Nine claims pro-Israel group ‘took advantage’ of alleged Antoinette Lattouf v ABC suppression breach
Nine has denied breaching a court suppression order protecting the identities of lobbyists who successfully pushed for Antoinette Lattouf’s unlawful sacking.
Lawyers for the Nine newspapers have accused pro-Israel lobbyists who successfully campaigned for Antoinette Lattouf’s unlawful dismissal of “taking advantage” of a court order suppressing their identities to threaten contempt proceedings against the mastheads.
The Federal Court on Monday heard the final arguments in a legal showdown between Nine and the lobby group, which had spilt out of Lattouf’s successful case against the ABC. The people making the complaint have argued three articles in The Age and Sydney Morning Herald from January 16, 2024, January 22, 2024 and February 3, 2025 unfairly identified them in breach of orders, and that Nine ought to be referred to the registrar for a contempt prosecution.
Herald editor Bevan Shields, his counterpart at The Age, Patrick Elligett, reporters Michael Bachelard and Calum Jaspan, and lawyers from Nine’s in-house counsel at MinterEllison are personally cited in the application for criminal proceedings.
High-profile barrister Sue Chrysanthou SC argued on behalf of the lobbyists that Nine had been non-compliant since the orders were made on February 3 and had breached it even in reporting on it.
Nine’s barrister, Tom Blackburn SC, said the original order should only be interpreted as applying to the nine people making the complaint represented by Ms Chrysanthou and covering material specifically referencing the court proceedings, or it would hazard being too broad.
Under those terms, he said, his clients did not know the identities of the lobbyists themselves and could not be contemptuous of any order they were ignorant of.

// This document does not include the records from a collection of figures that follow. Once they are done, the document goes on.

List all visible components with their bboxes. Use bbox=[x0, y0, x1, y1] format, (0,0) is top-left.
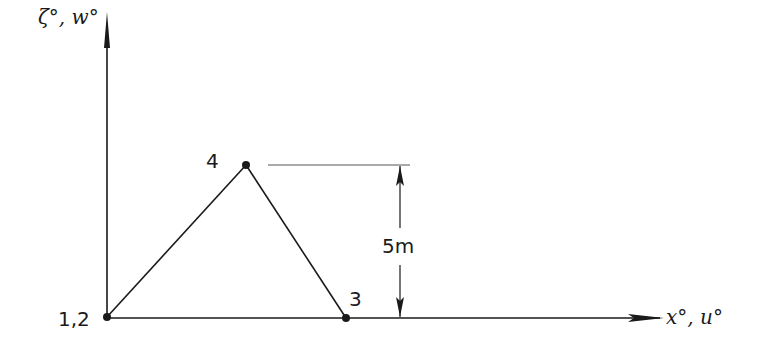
node-1-2 bbox=[103, 313, 111, 321]
vertical-axis: ζ°, w° bbox=[38, 5, 110, 317]
truss-diagram: ζ°, w° x°, u° 5m 1,2 4 3 bbox=[0, 0, 774, 352]
horizontal-axis: x°, u° bbox=[107, 305, 723, 329]
node-3 bbox=[342, 314, 350, 322]
dimension-label: 5m bbox=[382, 234, 414, 258]
height-dimension: 5m bbox=[268, 165, 414, 317]
node-4 bbox=[242, 161, 250, 169]
node-4-label: 4 bbox=[206, 149, 219, 173]
node-3-label: 3 bbox=[349, 287, 362, 311]
vertical-axis-arrow-icon bbox=[104, 12, 110, 48]
nodes: 1,2 4 3 bbox=[58, 149, 362, 331]
member-4-3 bbox=[246, 165, 346, 318]
node-1-2-label: 1,2 bbox=[58, 307, 90, 331]
member-1-4 bbox=[107, 165, 246, 317]
horizontal-axis-label: x°, u° bbox=[666, 305, 723, 329]
vertical-axis-label: ζ°, w° bbox=[38, 5, 99, 29]
truss-members bbox=[107, 165, 346, 318]
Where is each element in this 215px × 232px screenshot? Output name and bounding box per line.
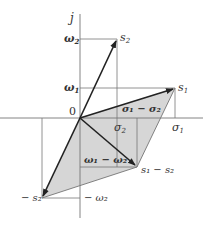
sigma1-label: σ1: [172, 121, 184, 135]
neg-s2-label: − s₂: [21, 192, 42, 203]
phasor-diagram: j 0 ω2 s2 ω1 s1 σ₁ − σ₂ σ2 σ1 ω₁ − ω₂ s₁…: [0, 0, 215, 232]
s-diff-label: s₁ − s₂: [141, 164, 174, 175]
s1-label: s1: [178, 81, 188, 95]
omega2-label: ω2: [64, 32, 79, 46]
vector-s2: [80, 41, 116, 118]
origin-label: 0: [69, 105, 76, 118]
j-axis-label: j: [67, 11, 74, 25]
omega1-label: ω1: [64, 81, 79, 95]
sigma-diff-label: σ₁ − σ₂: [122, 103, 161, 114]
neg-omega2-label: − ω₂: [84, 192, 108, 203]
s2-label: s2: [120, 31, 131, 45]
omega-diff-label: ω₁ − ω₂: [84, 154, 128, 165]
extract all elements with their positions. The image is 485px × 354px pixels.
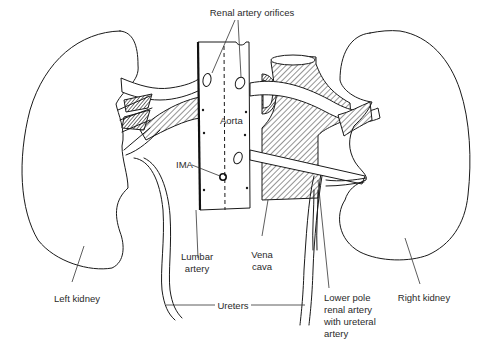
left-renal-vessels (118, 78, 200, 320)
label-ureters: Ureters (217, 300, 248, 311)
label-aorta: Aorta (220, 115, 243, 126)
label-lower-pole-1: Lower pole (324, 292, 370, 303)
label-vena-cava-2: cava (252, 261, 273, 272)
left-kidney-outline (22, 31, 138, 269)
left-kidney (22, 31, 138, 269)
labels: Renal artery orifices Aorta IMA Lumbar a… (54, 7, 450, 339)
label-right-kidney: Right kidney (398, 292, 451, 303)
label-lower-pole-3: with ureteral (323, 316, 376, 327)
label-left-kidney: Left kidney (54, 293, 100, 304)
left-ureter (134, 158, 175, 320)
label-ima: IMA (176, 159, 194, 170)
label-renal-artery-orifices: Renal artery orifices (210, 7, 295, 18)
label-vena-cava-1: Vena (251, 249, 273, 260)
renal-anatomy-diagram: Renal artery orifices Aorta IMA Lumbar a… (0, 0, 485, 354)
label-lower-pole-4: artery (324, 328, 349, 339)
vena-cava (250, 55, 380, 200)
label-lumbar-artery-1: Lumbar (181, 251, 213, 262)
right-kidney-outline (340, 31, 470, 260)
aorta (198, 42, 250, 210)
right-kidney (340, 31, 470, 260)
label-lumbar-artery-2: artery (185, 263, 210, 274)
label-lower-pole-2: renal artery (324, 304, 372, 315)
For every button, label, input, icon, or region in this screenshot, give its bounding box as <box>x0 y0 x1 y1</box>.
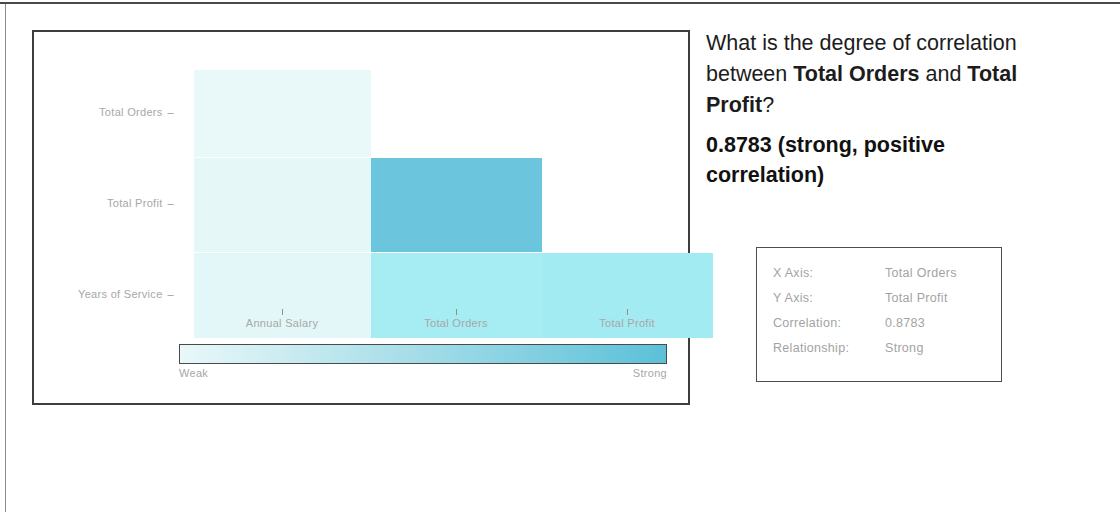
info-row-key: X Axis: <box>773 260 885 285</box>
info-row-key: Relationship: <box>773 335 885 360</box>
question-bold-total-orders: Total Orders <box>793 62 919 86</box>
page-left-edge <box>5 4 6 512</box>
colorbar-legend: Weak Strong <box>179 344 667 385</box>
info-table: X Axis:Total OrdersY Axis:Total ProfitCo… <box>773 260 985 360</box>
info-row: X Axis:Total Orders <box>773 260 985 285</box>
heatmap-cell[interactable] <box>194 70 371 157</box>
y-axis-tick-label: Total Orders– <box>4 106 174 118</box>
info-row: Correlation:0.8783 <box>773 310 985 335</box>
correlation-heatmap-panel: Total Orders–Total Profit–Years of Servi… <box>32 30 690 405</box>
answer-text: 0.8783 (strong, positive correlation) <box>706 130 1056 190</box>
info-row-value: Total Profit <box>885 285 985 310</box>
colorbar-low-label: Weak <box>179 367 208 379</box>
y-axis-tick-label: Total Profit– <box>4 197 174 209</box>
x-axis-tick-label: Total Orders <box>366 317 546 329</box>
info-row-value: Strong <box>885 335 985 360</box>
colorbar-label-row: Weak Strong <box>179 367 667 385</box>
y-axis-tick-label: Years of Service– <box>4 288 174 300</box>
info-row-key: Y Axis: <box>773 285 885 310</box>
x-axis-tick-label: Total Profit <box>537 317 717 329</box>
info-row: Relationship:Strong <box>773 335 985 360</box>
heatmap-cell[interactable] <box>194 158 371 252</box>
question-suffix: ? <box>762 93 774 117</box>
x-axis-tick-label: Annual Salary <box>192 317 372 329</box>
colorbar-gradient <box>179 344 667 364</box>
info-row-value: 0.8783 <box>885 310 985 335</box>
question-answer-block: What is the degree of correlation betwee… <box>706 28 1056 190</box>
info-row-value: Total Orders <box>885 260 985 285</box>
x-axis-tick-mark <box>627 309 628 315</box>
page-top-edge <box>0 2 1120 4</box>
info-table-body: X Axis:Total OrdersY Axis:Total ProfitCo… <box>773 260 985 360</box>
info-row-key: Correlation: <box>773 310 885 335</box>
correlation-info-box: X Axis:Total OrdersY Axis:Total ProfitCo… <box>756 247 1002 382</box>
question-mid: and <box>920 62 968 86</box>
info-row: Y Axis:Total Profit <box>773 285 985 310</box>
x-axis-tick-mark <box>456 309 457 315</box>
x-axis-tick-mark <box>282 309 283 315</box>
question-text: What is the degree of correlation betwee… <box>706 28 1056 121</box>
heatmap-cell[interactable] <box>371 158 542 252</box>
colorbar-high-label: Strong <box>633 367 667 379</box>
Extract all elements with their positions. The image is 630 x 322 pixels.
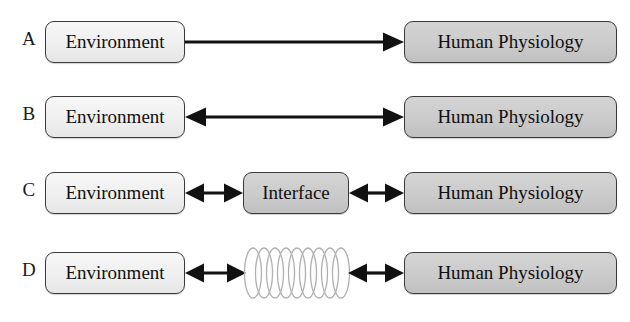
coil-loops (243, 245, 351, 301)
two-way-arrow-coil-physiology (348, 252, 404, 294)
row-label-b: B (16, 101, 42, 127)
arrow-right-icon (185, 21, 404, 63)
row-label-c: C (16, 177, 42, 203)
diagram-row-c: C Environment Interface Human Physiology (0, 164, 630, 220)
diagram-row-d: D Environment (0, 244, 630, 300)
node-environment-b: Environment (45, 96, 185, 138)
node-human-physiology-a: Human Physiology (404, 21, 617, 63)
diagram-row-b: B Environment Human Physiology (0, 88, 630, 144)
node-human-physiology-d: Human Physiology (404, 252, 617, 294)
diagram-row-a: A Environment Human Physiology (0, 13, 630, 69)
row-label-d: D (16, 257, 42, 283)
two-way-arrow-environment-physiology (185, 96, 404, 138)
arrow-both-icon (185, 172, 243, 214)
node-human-physiology-c: Human Physiology (404, 172, 617, 214)
node-environment-d: Environment (45, 252, 185, 294)
arrow-both-icon (185, 96, 404, 138)
arrow-both-icon (349, 172, 404, 214)
node-environment-c: Environment (45, 172, 185, 214)
arrow-both-icon (348, 252, 404, 294)
row-label-a: A (16, 26, 42, 52)
figure-diagram: A Environment Human Physiology B Environ… (0, 0, 630, 322)
node-interface-c: Interface (243, 172, 349, 214)
two-way-arrow-environment-interface (185, 172, 243, 214)
one-way-arrow-environment-to-physiology (185, 21, 404, 63)
two-way-arrow-environment-coil (185, 252, 246, 294)
two-way-arrow-interface-physiology (349, 172, 404, 214)
arrow-both-icon (185, 252, 246, 294)
node-environment-a: Environment (45, 21, 185, 63)
coil-spring-icon (243, 245, 351, 301)
node-human-physiology-b: Human Physiology (404, 96, 617, 138)
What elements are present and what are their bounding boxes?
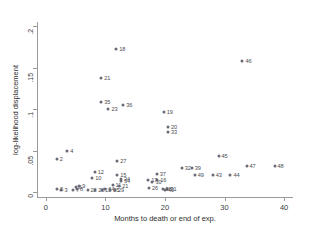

“It couldn’t have been wilful and contumacious, because we didn’t know who the people were. The mere fact (is) that we knew that an order was in existence, but we didn’t know who the people protected were,” Mr Blackburn told the court.
“There has been no breach of the order at all, so the application fails at the very first hurdle.”
He said the lobbyists had unfairly leveraged the order to tear down articles written more than a year before court proceedings.
“Someone seems to have thought (they could) take advantage of the terms of this order to make it extend to any publication that has absolutely nothing to do with these proceedings,” Mr Blackburn said.
“Advantage has been taken … (of) this order to seek relief or remedy, which they didn’t even seek in the first place.”
For the Director of Public Prosecutions to take up contempt proceedings against Nine was therefore a waste of court resources, Mr Blackburn argued.
“Not only are (the lobbyists) asking … to subcontract the work out to the registrar by this application, but they want to present the registrar with a case that is very weak, where the registrar is going to have to prove a number of things to succeed and, on the evidence before the court, that’s going to be a hopeless task,” he said.
Ms Chrysanthou said Nine could not plead ignorance about the identity of her clients because the journalists and editors had never said for themselves they were unaware and had not asked for their identities in order to properly amend their reportage.
“(MinterEllison partner Peter) Bartlett has not said in his affidavit, ‘my clients had no idea who these orders protected’. Why hasn’t he said that, if that were the case?” Mr Chrysanthou asked.
“They received seven letters and did not once … write back and say ‘thank you for your letter … we don’t know who your clients are, so we’re not quite sure how you say we’re breaching the order. Can you explain it to us, or can you tell us who your clients are on a confidential basis’.
“This is an ex post facto (after the fact) reconstruction by lawyers to try and get at clients who have not put on evidence to this effect as to what their state of mind was.”
Ms Chrysanthou told the court Jaspan – who was present in court in Sydney when the order was made – had alerted readers to his previous articles identifying her clients while reporting on the very order prohibiting the publication of those details on the first day of Lattouf’s trial.
She alleged that when her instructing solicitor, Rebekah Giles, contacted Jaspan to complain, the story was allegedly edited to refer even more explicitly to the original reports before the article was eventually updated later in the day to remove the reference.